[Measurement transcription data]
BEGIN

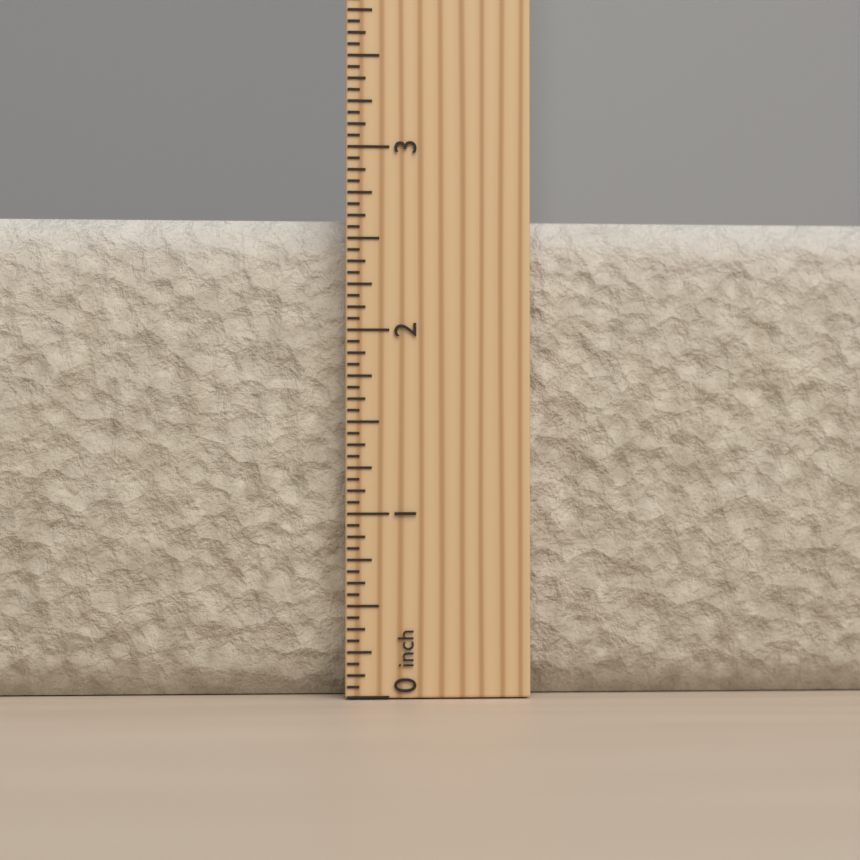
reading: 2.6250 inch
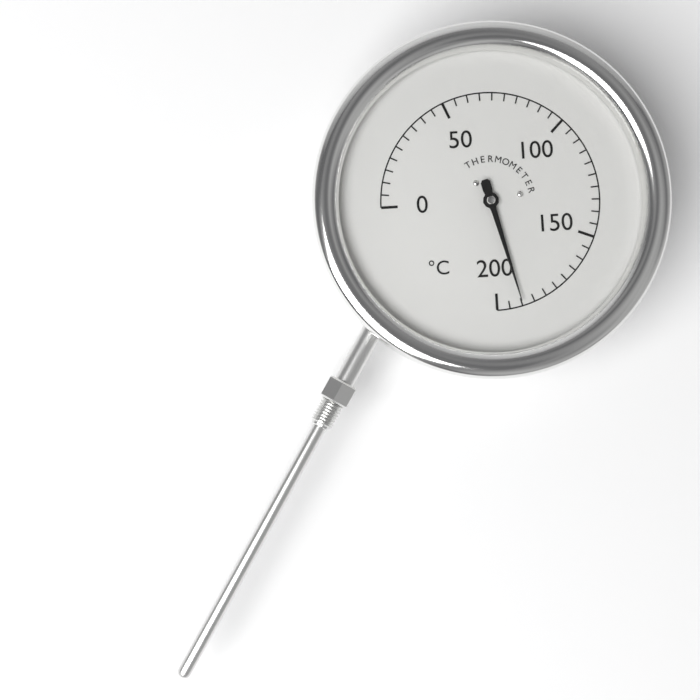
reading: 190 °C
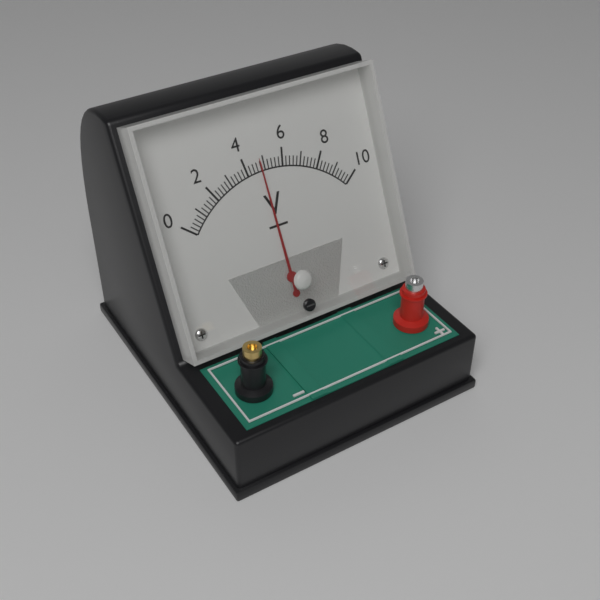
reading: 4.8 V
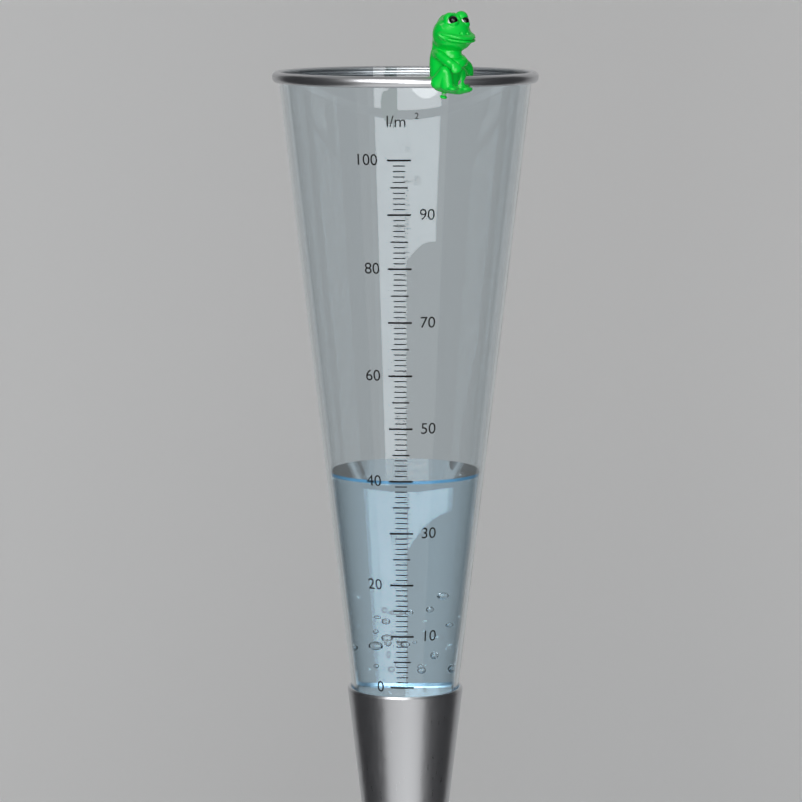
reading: 40 l/m²
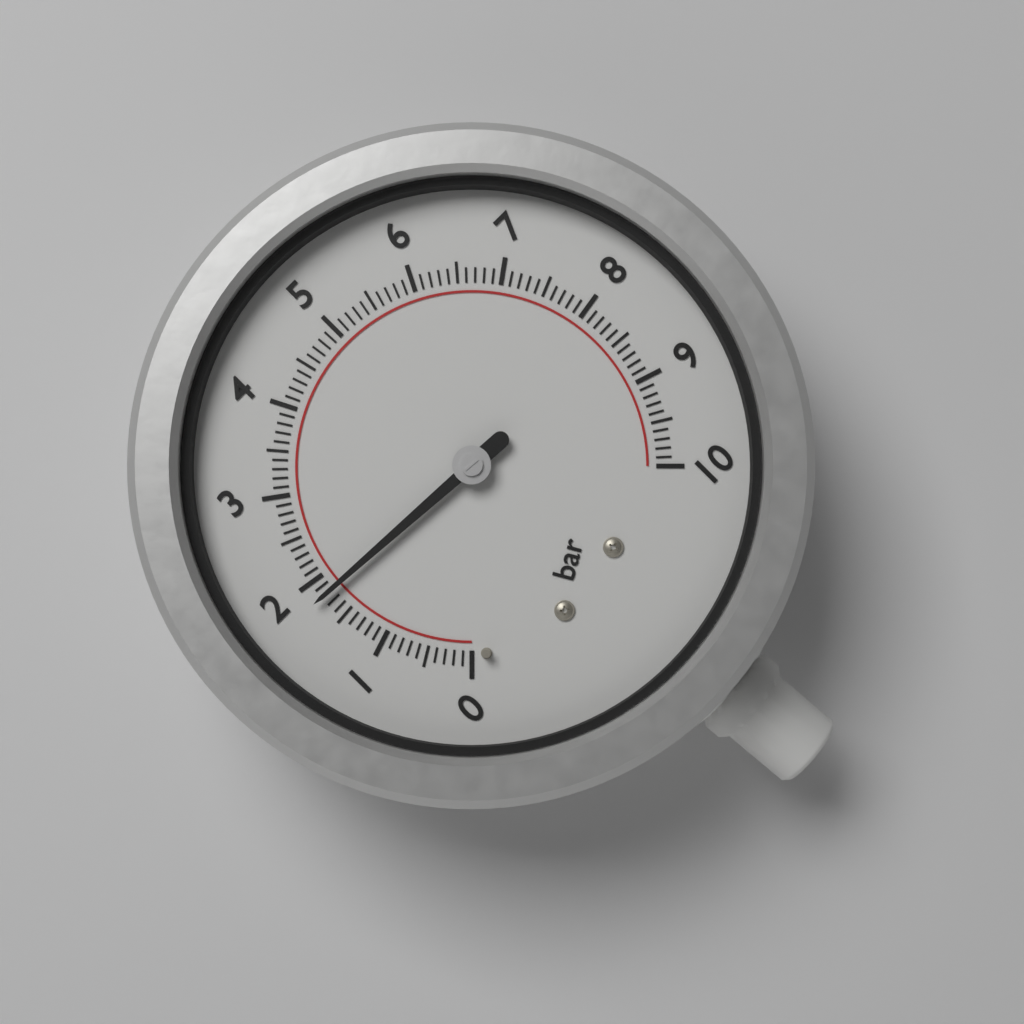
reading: 1.8 bar
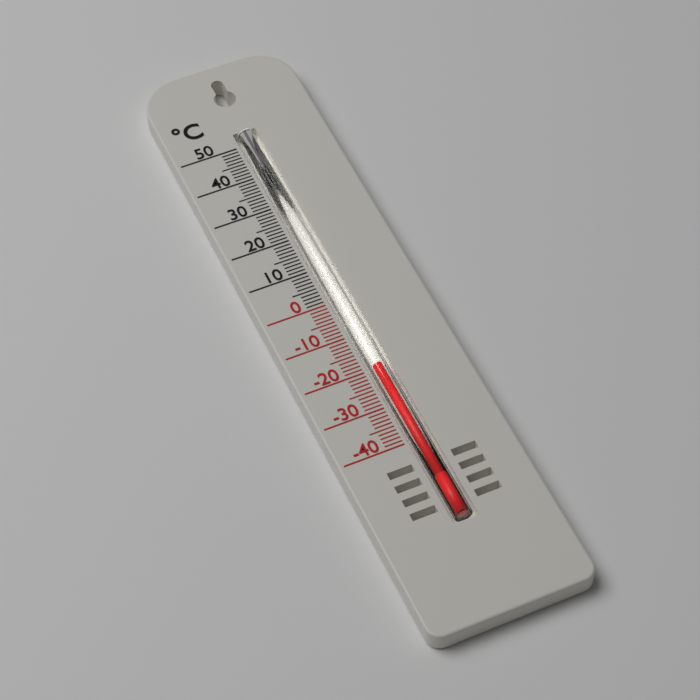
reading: -19 °C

END

### ASSIGNMENT
Set down all the lines above exactly as they appear, with no pictures.

### OUTPUT FOR THIS EXERCISE
reading: 2.6250 inch
reading: 190 °C
reading: 4.8 V
reading: 40 l/m²
reading: 1.8 bar
reading: -19 °C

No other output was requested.